A deeply apathetic mood pervades every part of this movie, as a reflection of the apathy with which the US military supposedly fought for their nation’s imperialist interests. It’s as if the whole first half of Apocalypse Now is bemoaning the unseriousness of the USA’s army of philanderers rather than the country’s imperialist aims — the inefficiency with which the pawns of American leadership pursued the goals of that leadership rather than the goals themselves. Their sheer destructive excess is far from invisible when Coppola simulates napalm strikes, or depicts the constant waste of flares and bullets, but the effect is awe, not revulsion. To skillfully portray the beauty of sheer destruction is a powerful thing to achieve as a filmmaker, but it is ultimately a manipulation.
Only a handful of human casualties are seen during that raucous “Ride of the Valkyries” firepower display. They are brief, glossed over quickly, and don’t matter. That’s fine; the movie deliberately desensitizes us to this image of an entire shoreside village being wiped out so that reality can set in an hour later, when one of the river boat’s gunners (nicknamed “Mr. Clean” and played by a teenage Laurence Fishburne) fires into a wooden boat occupied by a whole family. He does this purely as a reflex when an unarmed woman makes a sudden move. This comes across as banal, a real shame, something preventable which the men need to move on from immediately in order to press on with their mission. All of that makes sense in the army mentality, but it is also the film’s mentality given that it keeps its audience at a cool distance.
Later, Mr. Clean dies himself. In a showing of true dramatic irony, he is shot by the enemy while listening to a tape sent by his mother wishing him well and praying for his safe return home. While I may feel sorry for Fishburne’s bullet-riddled body for a moment, the feeling quickly dissipates when I remember how unapologetic he was about slaughtering innocents only minutes earlier. Hidden away in the middle of the Redux cut of the film (which I’m willing to call the best experience one could have with the movie, given that it contains the most material and doesn’t really show its length) is a sequence at a French plantation where Clean is honoured with a full military funeral. He is mourned in an official ceremony, whereas the people he killed were no more than a mistake to be dealt with in the consciences of their murderers.

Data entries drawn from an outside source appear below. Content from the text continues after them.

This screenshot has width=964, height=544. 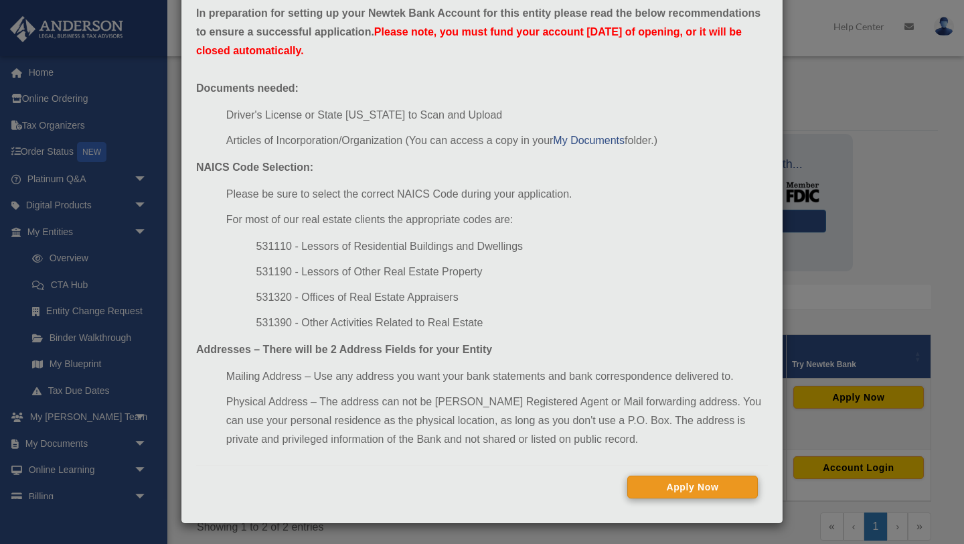 What do you see at coordinates (478, 31) in the screenshot?
I see `strong: In preparation for setting up your Newtek Bank Account for this entity please read the below reco...` at bounding box center [478, 31].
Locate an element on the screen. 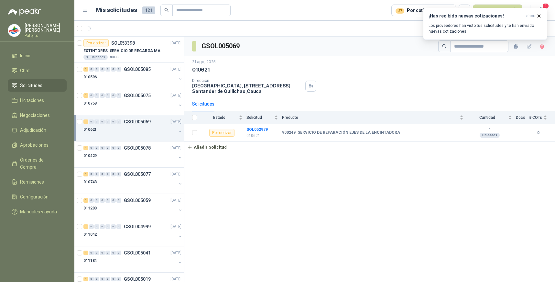  span: Licitaciones is located at coordinates (32, 100).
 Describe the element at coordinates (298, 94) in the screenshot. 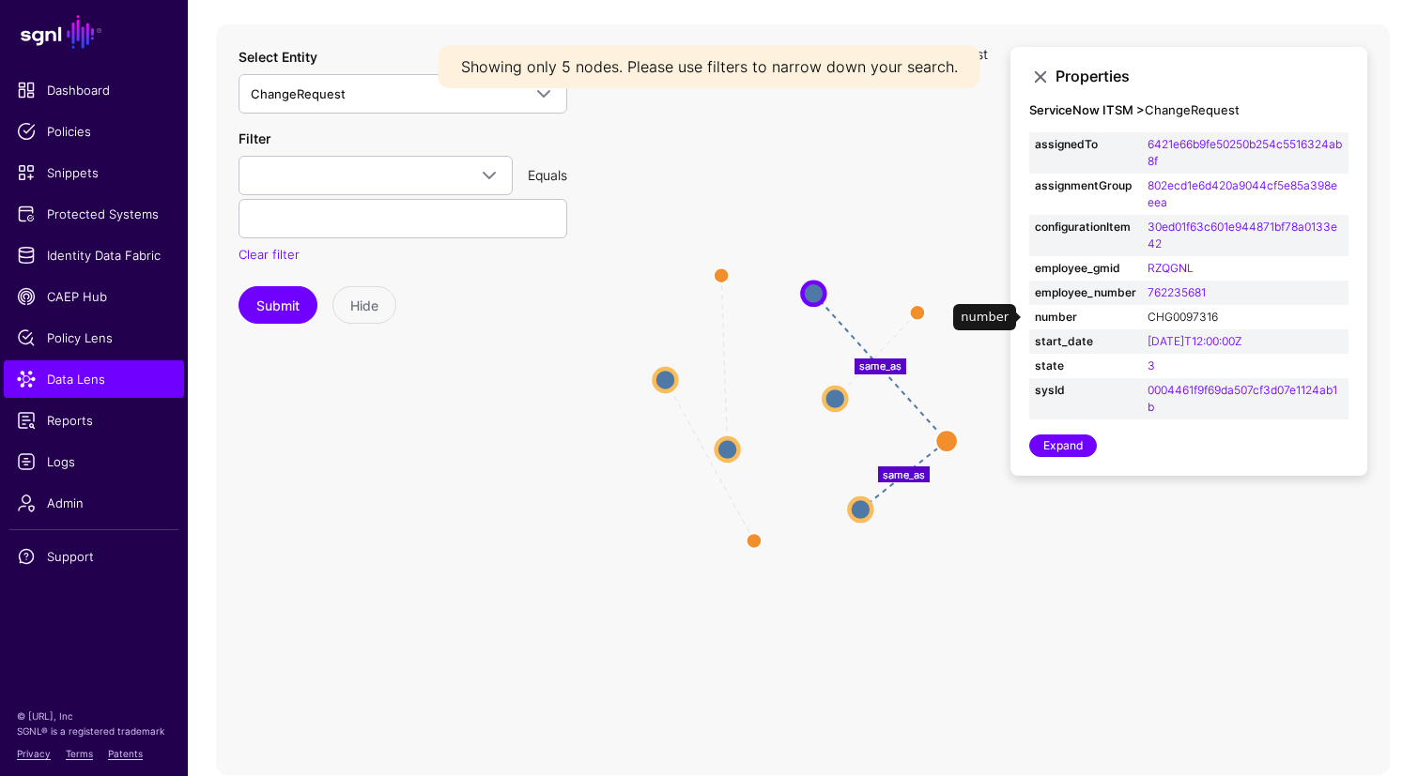

I see `span: ChangeRequest` at that location.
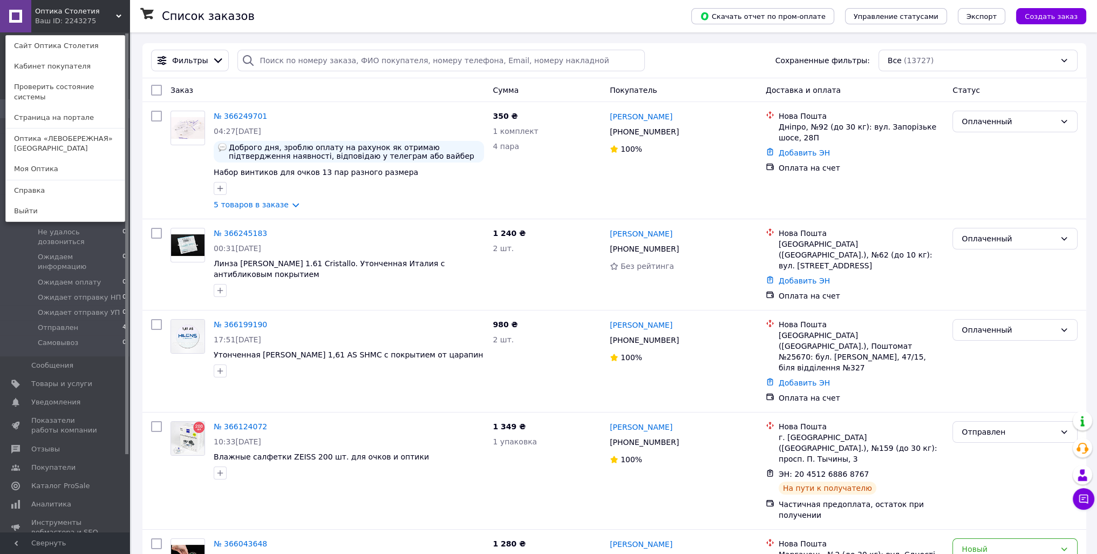  What do you see at coordinates (124, 327) in the screenshot?
I see `span: 4` at bounding box center [124, 327].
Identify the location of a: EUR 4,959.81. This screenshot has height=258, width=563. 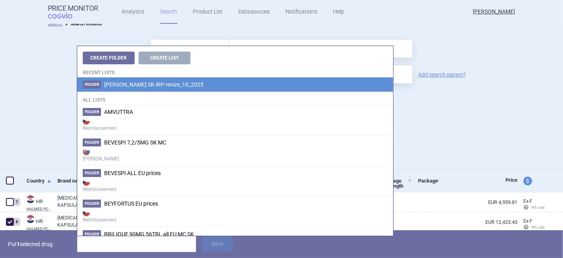
(479, 202).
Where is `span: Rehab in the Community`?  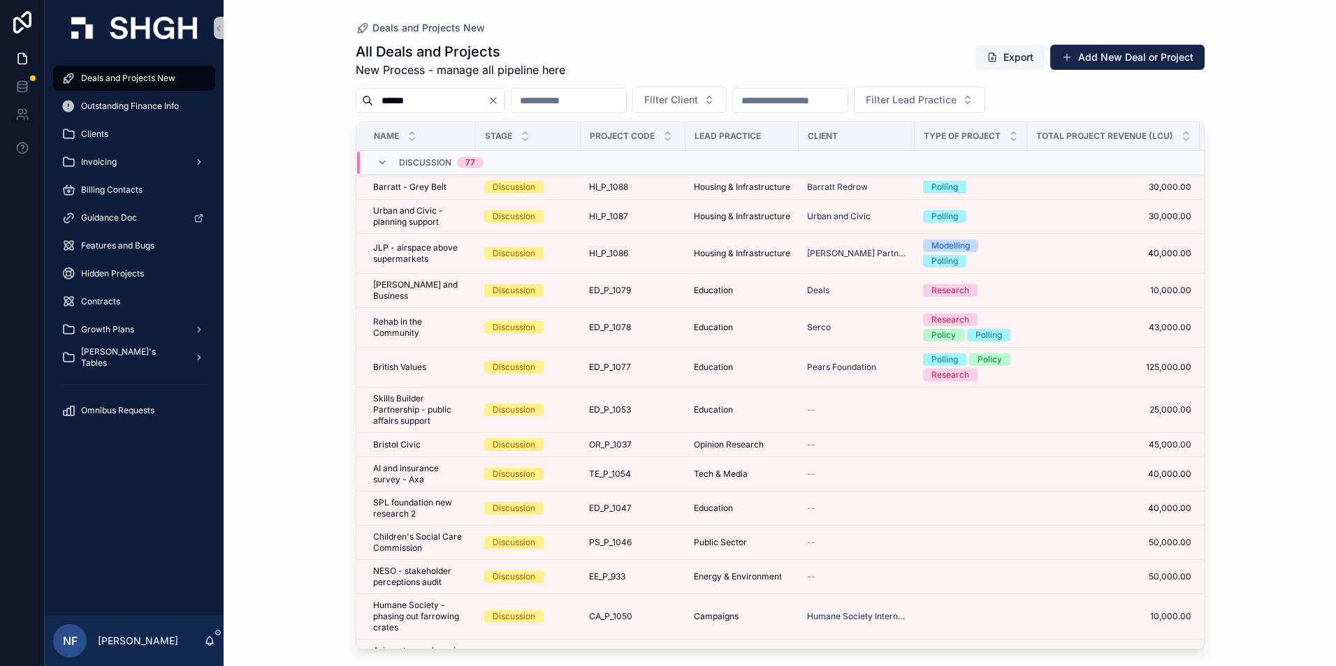
span: Rehab in the Community is located at coordinates (420, 328).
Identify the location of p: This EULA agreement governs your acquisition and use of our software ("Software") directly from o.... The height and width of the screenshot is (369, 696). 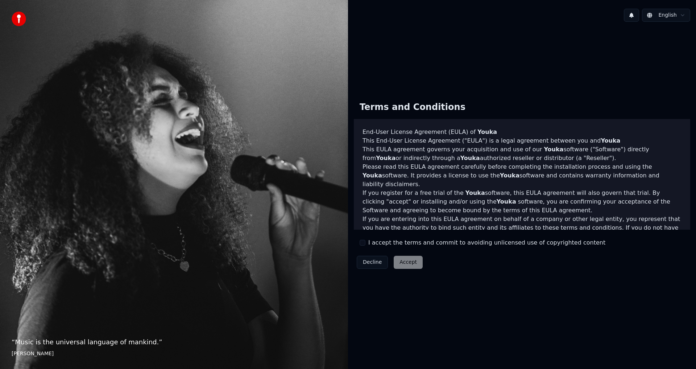
(522, 154).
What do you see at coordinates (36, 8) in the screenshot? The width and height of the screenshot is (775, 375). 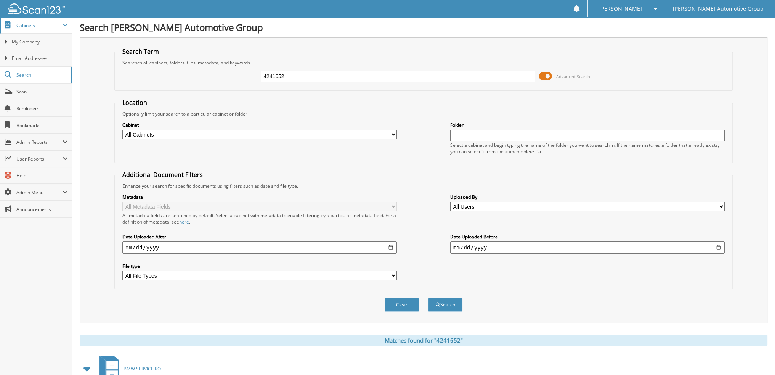 I see `img: scan123-logo-white.svg` at bounding box center [36, 8].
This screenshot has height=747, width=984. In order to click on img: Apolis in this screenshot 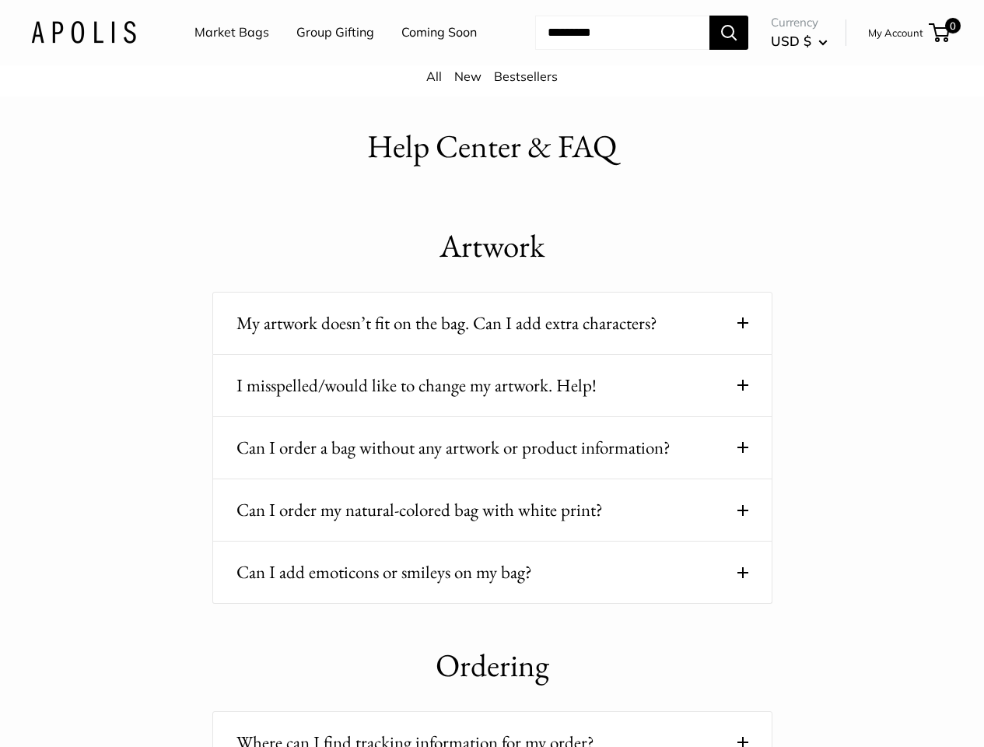, I will do `click(83, 32)`.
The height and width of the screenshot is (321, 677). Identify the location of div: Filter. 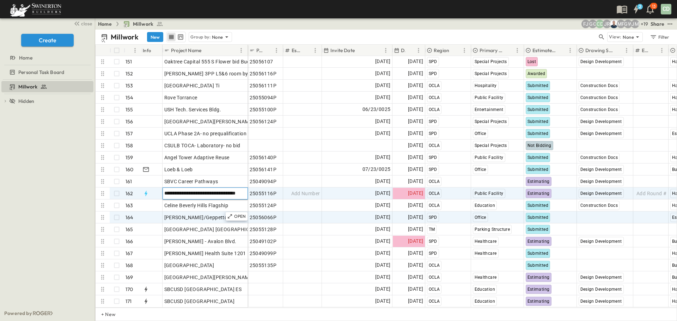
(659, 37).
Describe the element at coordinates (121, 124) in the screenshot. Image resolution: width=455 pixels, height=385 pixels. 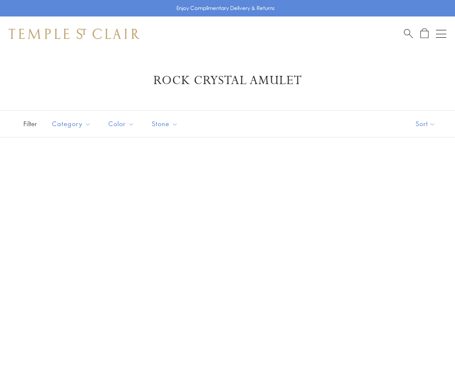
I see `button: Color` at that location.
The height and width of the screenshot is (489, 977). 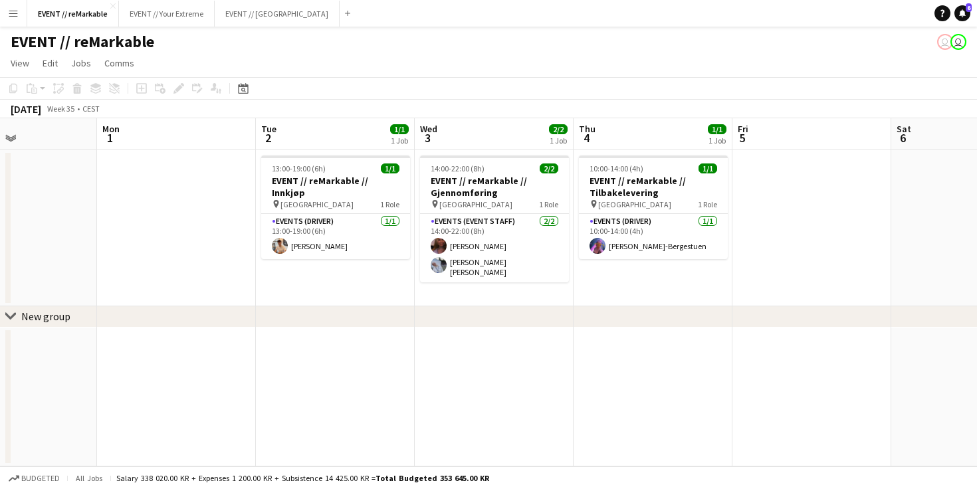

This is not a measure of the film’s moral complexity, but its unironic devaluation of Vietnamese lives compared to American ones.

It’s hard to agree that the massacres which took place at the hands of the United States were carried out apathetically, when their campaign of interventionism in Indochina was as rigorous and uncompromising as it always is. It’s hard to be overly sympathetic to the suffering of American soldiers when it is the disproportionately dominant obsession of America’s war narratives. I want to judge the movie on its own merits, but this proves difficult when every tragedy it depicts or discusses is only understood in terms of how it affects an operative of the oppressing nation. By the time we arrive at Kurtz’s illegal outpost (and bypass the breath of fresh air that is Dennis Hopper as a deranged photographer), his guilt over a career of bloodshed is the most that the film can muster for an acknowledgement that the tragedy lies in the deaths of human beings, not the scars of the men acting on behalf of an empire that intends to cause those deaths. This is what Apocalypse Now, a meditation on the War in Vietnam which otherwise lacks empathy for Vietnamese people entirely, just barely achieves. It does so by analyzing a soldier’s trauma.